Intact TP-53 function is essential for sustaining durable responses to BH3-mimetic drugs in leukemias.
Rachel ThijssenSarah T DiepstratenDonia MoujalledEdward ChewChristoffer FlensburgMelissa X ShiMichael A DenglerVeronique LitalienSarah MacRaildMaoshan ChenNatasha S AnsteeBoris ReljićSarah S GabrielTirta M DjajawiChris D RiffkinBrandon J AubreyCatherine ChangLin TaiZhen XuThomas MorleyGiovanna PomilioClaudia BruedigamAxel KalliesDavid Arthur StroudAshish BajelRuth M KluckSteven W LaneMarie SchoumacherSébastien BanquetIan J MajewskiAndreas StrasserAndrew W RobertsDavid Ching Siang HuangFiona C BrownGemma L KellyAndrew H WeiPublished in: Blood (2021)

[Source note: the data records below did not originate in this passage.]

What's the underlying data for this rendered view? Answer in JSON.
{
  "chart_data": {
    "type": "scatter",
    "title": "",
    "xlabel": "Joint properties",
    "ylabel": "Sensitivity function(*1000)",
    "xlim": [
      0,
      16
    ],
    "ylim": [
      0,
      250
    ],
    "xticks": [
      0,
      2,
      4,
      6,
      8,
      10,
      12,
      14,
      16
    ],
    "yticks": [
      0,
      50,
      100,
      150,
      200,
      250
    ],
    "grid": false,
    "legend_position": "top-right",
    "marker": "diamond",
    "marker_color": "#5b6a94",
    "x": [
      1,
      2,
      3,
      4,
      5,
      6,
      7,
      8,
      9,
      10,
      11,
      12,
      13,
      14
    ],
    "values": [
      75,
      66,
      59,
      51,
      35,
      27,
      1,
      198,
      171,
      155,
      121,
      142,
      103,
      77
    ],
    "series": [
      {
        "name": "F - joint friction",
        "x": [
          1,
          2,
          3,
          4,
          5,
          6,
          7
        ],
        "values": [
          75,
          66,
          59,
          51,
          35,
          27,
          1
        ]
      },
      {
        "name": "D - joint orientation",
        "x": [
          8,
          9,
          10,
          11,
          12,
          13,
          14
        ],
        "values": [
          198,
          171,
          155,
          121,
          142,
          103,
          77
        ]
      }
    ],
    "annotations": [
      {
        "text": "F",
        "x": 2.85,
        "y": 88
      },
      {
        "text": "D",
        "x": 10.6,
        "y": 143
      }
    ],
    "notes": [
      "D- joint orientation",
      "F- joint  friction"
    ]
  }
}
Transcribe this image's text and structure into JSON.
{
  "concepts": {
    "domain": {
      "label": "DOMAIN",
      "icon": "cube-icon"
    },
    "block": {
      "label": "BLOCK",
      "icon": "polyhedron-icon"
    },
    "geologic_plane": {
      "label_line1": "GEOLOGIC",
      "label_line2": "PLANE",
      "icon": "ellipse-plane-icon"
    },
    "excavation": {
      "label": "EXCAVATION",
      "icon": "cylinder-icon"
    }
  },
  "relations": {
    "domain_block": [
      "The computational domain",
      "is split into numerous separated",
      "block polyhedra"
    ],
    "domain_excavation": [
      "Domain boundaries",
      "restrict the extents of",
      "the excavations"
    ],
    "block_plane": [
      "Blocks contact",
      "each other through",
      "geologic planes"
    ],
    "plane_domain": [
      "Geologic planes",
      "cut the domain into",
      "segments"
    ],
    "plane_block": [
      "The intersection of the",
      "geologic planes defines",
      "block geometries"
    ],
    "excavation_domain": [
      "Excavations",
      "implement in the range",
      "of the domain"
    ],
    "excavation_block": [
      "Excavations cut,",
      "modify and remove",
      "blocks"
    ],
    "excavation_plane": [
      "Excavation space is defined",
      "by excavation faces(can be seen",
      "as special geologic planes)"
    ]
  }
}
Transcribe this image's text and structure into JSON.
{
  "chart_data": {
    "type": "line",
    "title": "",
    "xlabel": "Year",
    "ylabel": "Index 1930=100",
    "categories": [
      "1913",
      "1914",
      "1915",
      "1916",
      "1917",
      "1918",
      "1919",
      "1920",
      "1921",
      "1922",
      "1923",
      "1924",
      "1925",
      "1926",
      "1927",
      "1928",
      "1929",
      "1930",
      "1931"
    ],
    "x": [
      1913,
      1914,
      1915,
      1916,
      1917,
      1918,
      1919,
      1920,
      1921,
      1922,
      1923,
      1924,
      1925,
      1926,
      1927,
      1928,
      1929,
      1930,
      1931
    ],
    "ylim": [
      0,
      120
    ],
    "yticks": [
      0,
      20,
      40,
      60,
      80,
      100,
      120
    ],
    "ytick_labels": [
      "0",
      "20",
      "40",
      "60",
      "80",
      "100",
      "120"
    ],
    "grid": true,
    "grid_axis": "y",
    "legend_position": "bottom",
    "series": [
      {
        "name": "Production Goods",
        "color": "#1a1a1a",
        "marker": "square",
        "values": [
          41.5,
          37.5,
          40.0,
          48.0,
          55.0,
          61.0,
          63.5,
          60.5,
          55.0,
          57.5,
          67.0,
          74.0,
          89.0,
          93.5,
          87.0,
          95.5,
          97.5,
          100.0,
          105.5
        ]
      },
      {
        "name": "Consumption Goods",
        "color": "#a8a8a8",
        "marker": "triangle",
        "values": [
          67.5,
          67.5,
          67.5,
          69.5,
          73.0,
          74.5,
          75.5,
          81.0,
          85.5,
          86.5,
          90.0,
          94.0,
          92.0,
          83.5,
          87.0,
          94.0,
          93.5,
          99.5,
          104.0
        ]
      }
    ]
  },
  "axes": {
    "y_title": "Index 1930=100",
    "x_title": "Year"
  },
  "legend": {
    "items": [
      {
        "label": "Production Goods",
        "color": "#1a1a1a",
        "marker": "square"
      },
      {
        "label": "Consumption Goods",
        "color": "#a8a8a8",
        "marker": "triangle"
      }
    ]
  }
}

Selective targeting of BCL-2 with the BH3-mimetic venetoclax has been a transformative treatment for patients with various leukemias. TP-53 controls apoptosis upstream of where BCL-2 and its prosurvival relatives, such as MCL-1, act. Therefore, targeting these prosurvival proteins could trigger apoptosis across diverse blood cancers, irrespective of TP53 mutation status. Indeed, targeting BCL-2 has produced clinically relevant responses in blood cancers with aberrant TP-53. However, in our study, TP53-mutated or -deficient myeloid and lymphoid leukemias outcompeted isogenic controls with intact TP-53, unless sufficient concentrations of BH3-mimetics targeting BCL-2 or MCL-1 were applied. Strikingly, tumor cells with TP-53 dysfunction escaped and thrived over time if inhibition of BCL-2 or MCL-1 was sublethal, in part because of an increased threshold for BAX/BAK activation in these cells. Our study revealed the key role of TP-53 in shaping long-term responses to BH3-mimetic drugs and reconciled the disparate pattern of initial clinical response to venetoclax, followed by subsequent treatment failure among patients with TP53-mutant chronic lymphocytic leukemia or acute myeloid leukemia. In contrast to BH3-mimetics targeting just BCL-2 or MCL-1 at doses that are individually sublethal, a combined BH3-mimetic approach targeting both prosurvival proteins enhanced lethality and durably suppressed the leukemia burden, regardless of TP53 mutation status. Our findings highlight the importance of using sufficiently lethal treatment strategies to maximize outcomes of patients with TP53-mutant disease. In addition, our findings caution against use of sublethal BH3-mimetic drug regimens that may enhance the risk of disease progression driven by emergent TP53-mutant clones.